Open House - May 2000
VC's column
Who owns the University?
The dot.com frenzy is now abating, but at its height I half expected to be approached by a venture capitalist or a media company with an offer to buy the OU. Of course, the OU is not for sale. Meanwhile, colleagues in the Business School have done the interesting hypothetical exercise of trying to estimate the OU's value if it were on the market. In today's world not the least of the University's assets is that it is a community with nearly 100,000 members online.
Issues of ownership and value are now topical for all universities. Harvard University, for example, is worried that some of its high profile academics are making private arrangements to do video lectures for one or other of the new for-profit US universities. Harvard is trying to develop a policy on its faculty's external teaching activities. Other well-known universities are making deals with media companies to create well-funded teaching consortia.
We must follow these developments closely. The OU developed a policy on the ownership of the copyright in course materials thirty years ago and it seems to have stood the test of time. Our arrangements for distributing, within the University, the profits from the sale of course materials and rights appear to be well accepted. Institutions that have never had to face these issues before can find them divisive.
What must worry us greatly is any trend, following the example of Harvard, for universities to place restrictions on the freedom of their academic staff to do some teaching for other bodies. The OU depends critically on its 8,000 associate lecturers, many of whom have full-time appointments in other universities and colleges. From time to time there are rumours that a particular institution is threatening to prohibit its staff from working for the OU but so far these threats have never been carried through. I imagine this is for reasons of principle, pragmatism and pride. First, restricting an academic's right to teach is a serious infringement of intellectual freedom. Second, since few universities can match the training that the OU offers its associate lecturers, other institutions derive direct benefit from their staff's involvement with the OU, especially now that distance learning is on everyone's agenda. Third, I find that the national academic community feels genuine pride in the success
of the OU as a collective achievement of UK higher education. This perception of the OU as a kind of supra-university owned by everyone is an asset that we must not squander.
The growth of interest in distance learning threatens the OU with increasing competition but this threat is more than offset by the enhanced opportunities we face. Our unrivalled range of courseware and intellectual property attracts the interest of partners overseas and, more recently, of large employers who would like to reversion courses for use within their organisations. We must ensure that our policies for distributing the income that flows from these activities continue to attract the widespread support of the OU community.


> [Exercise description] Make an exact copy of the entries, and keep any pictures out of it.

Dataset listings of figures
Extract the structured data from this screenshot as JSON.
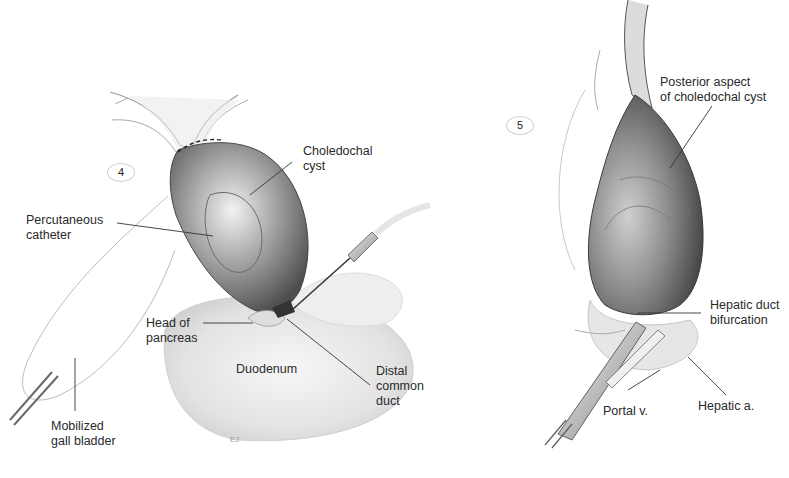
{
  "figure": {
    "caption_fragment": "",
    "panels": [
      {
        "id": "panel-4",
        "step_number": "4",
        "labels": [
          {
            "key": "choledochal-cyst",
            "text": "Choledochal\ncyst"
          },
          {
            "key": "percutaneous-catheter",
            "text": "Percutaneous\ncatheter"
          },
          {
            "key": "head-of-pancreas",
            "text": "Head of\npancreas"
          },
          {
            "key": "duodenum",
            "text": "Duodenum"
          },
          {
            "key": "distal-common-duct",
            "text": "Distal\ncommon\nduct"
          },
          {
            "key": "mobilized-gall-bladder",
            "text": "Mobilized\ngall bladder"
          }
        ]
      },
      {
        "id": "panel-5",
        "step_number": "5",
        "labels": [
          {
            "key": "posterior-aspect",
            "text": "Posterior aspect\nof choledochal cyst"
          },
          {
            "key": "hepatic-duct-bifurcation",
            "text": "Hepatic duct\nbifurcation"
          },
          {
            "key": "portal-v",
            "text": "Portal v."
          },
          {
            "key": "hepatic-a",
            "text": "Hepatic a."
          }
        ]
      }
    ],
    "colors": {
      "background": "#ffffff",
      "label_text": "#2a2a2a",
      "leader_line": "#333333",
      "tissue_dark": "#5a5a5a",
      "tissue_light": "#d8d8d8"
    }
  }
}
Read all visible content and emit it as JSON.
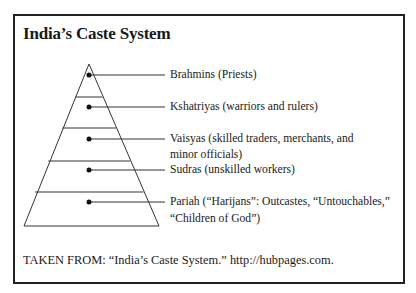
{
  "title": "India’s Caste System",
  "diagram": {
    "type": "pyramid",
    "levels": [
      {
        "name": "Brahmins",
        "line1": "Brahmins (Priests)",
        "line2": ""
      },
      {
        "name": "Kshatriyas",
        "line1": "Kshatriyas (warriors and rulers)",
        "line2": ""
      },
      {
        "name": "Vaisyas",
        "line1": "Vaisyas (skilled traders, merchants, and",
        "line2": "minor officials)"
      },
      {
        "name": "Sudras",
        "line1": "Sudras (unskilled workers)",
        "line2": ""
      },
      {
        "name": "Pariah",
        "line1": "Pariah (“Harijans”: Outcastes, “Untouchables,”",
        "line2": "“Children of God”)"
      }
    ]
  },
  "source": "TAKEN FROM: “India’s Caste System.” http://hubpages.com.",
  "colors": {
    "line": "#222222",
    "background": "#ffffff"
  }
}
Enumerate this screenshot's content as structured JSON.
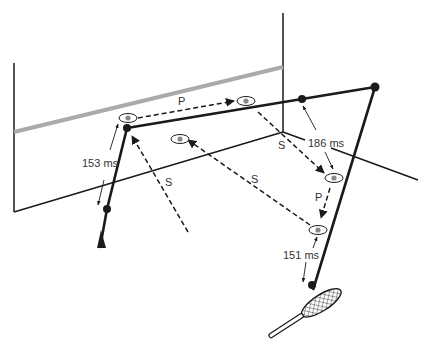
{
  "diagram": {
    "colors": {
      "ink": "#1a1a1a",
      "wall_stripe": "#aaaaaa",
      "eye_iris": "#888888",
      "background": "#ffffff"
    },
    "labels": {
      "p_top": "P",
      "p_right": "P",
      "s_left": "S",
      "s_middle": "S",
      "s_corner": "S",
      "t_153": "153 ms",
      "t_186": "186 ms",
      "t_151": "151 ms"
    },
    "legend_semantics": {
      "P": "pursuit eye movement",
      "S": "saccade"
    },
    "icons": [
      "eye-icon",
      "racket-icon",
      "ball-bounce-dot",
      "arrowhead"
    ]
  }
}
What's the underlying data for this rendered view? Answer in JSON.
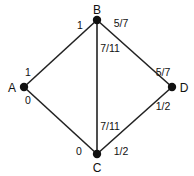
{
  "graph": {
    "colors": {
      "background": "#ffffff",
      "edge": "#222222",
      "node": "#111111",
      "text": "#111111"
    },
    "nodes": [
      {
        "id": "A",
        "label": "A",
        "x": 24,
        "y": 87,
        "label_x": 12,
        "label_y": 92
      },
      {
        "id": "B",
        "label": "B",
        "x": 97,
        "y": 20,
        "label_x": 97,
        "label_y": 14
      },
      {
        "id": "C",
        "label": "C",
        "x": 97,
        "y": 154,
        "label_x": 97,
        "label_y": 172
      },
      {
        "id": "D",
        "label": "D",
        "x": 172,
        "y": 87,
        "label_x": 184,
        "label_y": 92
      }
    ],
    "edges": [
      {
        "id": "AB",
        "from": "A",
        "to": "B",
        "labels": [
          {
            "end": "B",
            "text": "1",
            "x": 80,
            "y": 29
          },
          {
            "end": "A",
            "text": "1",
            "x": 28,
            "y": 76
          }
        ]
      },
      {
        "id": "BD",
        "from": "B",
        "to": "D",
        "labels": [
          {
            "end": "B",
            "text": "5/7",
            "x": 121,
            "y": 27
          },
          {
            "end": "D",
            "text": "5/7",
            "x": 163,
            "y": 76
          }
        ]
      },
      {
        "id": "BC",
        "from": "B",
        "to": "C",
        "labels": [
          {
            "end": "B",
            "text": "7/11",
            "x": 110,
            "y": 52
          },
          {
            "end": "C",
            "text": "7/11",
            "x": 110,
            "y": 130
          }
        ]
      },
      {
        "id": "AC",
        "from": "A",
        "to": "C",
        "labels": [
          {
            "end": "A",
            "text": "0",
            "x": 28,
            "y": 104
          },
          {
            "end": "C",
            "text": "0",
            "x": 79,
            "y": 155
          }
        ]
      },
      {
        "id": "CD",
        "from": "C",
        "to": "D",
        "labels": [
          {
            "end": "C",
            "text": "1/2",
            "x": 121,
            "y": 155
          },
          {
            "end": "D",
            "text": "1/2",
            "x": 163,
            "y": 110
          }
        ]
      }
    ]
  }
}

> [Reply]
Extract the structured data from this screenshot as JSON.
{
  "figure": {
    "caption_fragment": "",
    "panels": [
      {
        "id": "panel-4",
        "step_number": "4",
        "labels": [
          {
            "key": "choledochal-cyst",
            "text": "Choledochal\ncyst"
          },
          {
            "key": "percutaneous-catheter",
            "text": "Percutaneous\ncatheter"
          },
          {
            "key": "head-of-pancreas",
            "text": "Head of\npancreas"
          },
          {
            "key": "duodenum",
            "text": "Duodenum"
          },
          {
            "key": "distal-common-duct",
            "text": "Distal\ncommon\nduct"
          },
          {
            "key": "mobilized-gall-bladder",
            "text": "Mobilized\ngall bladder"
          }
        ]
      },
      {
        "id": "panel-5",
        "step_number": "5",
        "labels": [
          {
            "key": "posterior-aspect",
            "text": "Posterior aspect\nof choledochal cyst"
          },
          {
            "key": "hepatic-duct-bifurcation",
            "text": "Hepatic duct\nbifurcation"
          },
          {
            "key": "portal-v",
            "text": "Portal v."
          },
          {
            "key": "hepatic-a",
            "text": "Hepatic a."
          }
        ]
      }
    ],
    "colors": {
      "background": "#ffffff",
      "label_text": "#2a2a2a",
      "leader_line": "#333333",
      "tissue_dark": "#5a5a5a",
      "tissue_light": "#d8d8d8"
    }
  }
}
Read all visible content and emit it as JSON.
{
  "title": "India’s Caste System",
  "diagram": {
    "type": "pyramid",
    "levels": [
      {
        "name": "Brahmins",
        "line1": "Brahmins (Priests)",
        "line2": ""
      },
      {
        "name": "Kshatriyas",
        "line1": "Kshatriyas (warriors and rulers)",
        "line2": ""
      },
      {
        "name": "Vaisyas",
        "line1": "Vaisyas (skilled traders, merchants, and",
        "line2": "minor officials)"
      },
      {
        "name": "Sudras",
        "line1": "Sudras (unskilled workers)",
        "line2": ""
      },
      {
        "name": "Pariah",
        "line1": "Pariah (“Harijans”: Outcastes, “Untouchables,”",
        "line2": "“Children of God”)"
      }
    ]
  },
  "source": "TAKEN FROM: “India’s Caste System.” http://hubpages.com.",
  "colors": {
    "line": "#222222",
    "background": "#ffffff"
  }
}
Enumerate this screenshot's content as structured JSON.
{
  "diagram": {
    "colors": {
      "ink": "#1a1a1a",
      "wall_stripe": "#aaaaaa",
      "eye_iris": "#888888",
      "background": "#ffffff"
    },
    "labels": {
      "p_top": "P",
      "p_right": "P",
      "s_left": "S",
      "s_middle": "S",
      "s_corner": "S",
      "t_153": "153 ms",
      "t_186": "186 ms",
      "t_151": "151 ms"
    },
    "legend_semantics": {
      "P": "pursuit eye movement",
      "S": "saccade"
    },
    "icons": [
      "eye-icon",
      "racket-icon",
      "ball-bounce-dot",
      "arrowhead"
    ]
  }
}
What's the underlying data for this rendered view? Answer in JSON.
{
  "graph": {
    "colors": {
      "background": "#ffffff",
      "edge": "#222222",
      "node": "#111111",
      "text": "#111111"
    },
    "nodes": [
      {
        "id": "A",
        "label": "A",
        "x": 24,
        "y": 87,
        "label_x": 12,
        "label_y": 92
      },
      {
        "id": "B",
        "label": "B",
        "x": 97,
        "y": 20,
        "label_x": 97,
        "label_y": 14
      },
      {
        "id": "C",
        "label": "C",
        "x": 97,
        "y": 154,
        "label_x": 97,
        "label_y": 172
      },
      {
        "id": "D",
        "label": "D",
        "x": 172,
        "y": 87,
        "label_x": 184,
        "label_y": 92
      }
    ],
    "edges": [
      {
        "id": "AB",
        "from": "A",
        "to": "B",
        "labels": [
          {
            "end": "B",
            "text": "1",
            "x": 80,
            "y": 29
          },
          {
            "end": "A",
            "text": "1",
            "x": 28,
            "y": 76
          }
        ]
      },
      {
        "id": "BD",
        "from": "B",
        "to": "D",
        "labels": [
          {
            "end": "B",
            "text": "5/7",
            "x": 121,
            "y": 27
          },
          {
            "end": "D",
            "text": "5/7",
            "x": 163,
            "y": 76
          }
        ]
      },
      {
        "id": "BC",
        "from": "B",
        "to": "C",
        "labels": [
          {
            "end": "B",
            "text": "7/11",
            "x": 110,
            "y": 52
          },
          {
            "end": "C",
            "text": "7/11",
            "x": 110,
            "y": 130
          }
        ]
      },
      {
        "id": "AC",
        "from": "A",
        "to": "C",
        "labels": [
          {
            "end": "A",
            "text": "0",
            "x": 28,
            "y": 104
          },
          {
            "end": "C",
            "text": "0",
            "x": 79,
            "y": 155
          }
        ]
      },
      {
        "id": "CD",
        "from": "C",
        "to": "D",
        "labels": [
          {
            "end": "C",
            "text": "1/2",
            "x": 121,
            "y": 155
          },
          {
            "end": "D",
            "text": "1/2",
            "x": 163,
            "y": 110
          }
        ]
      }
    ]
  }
}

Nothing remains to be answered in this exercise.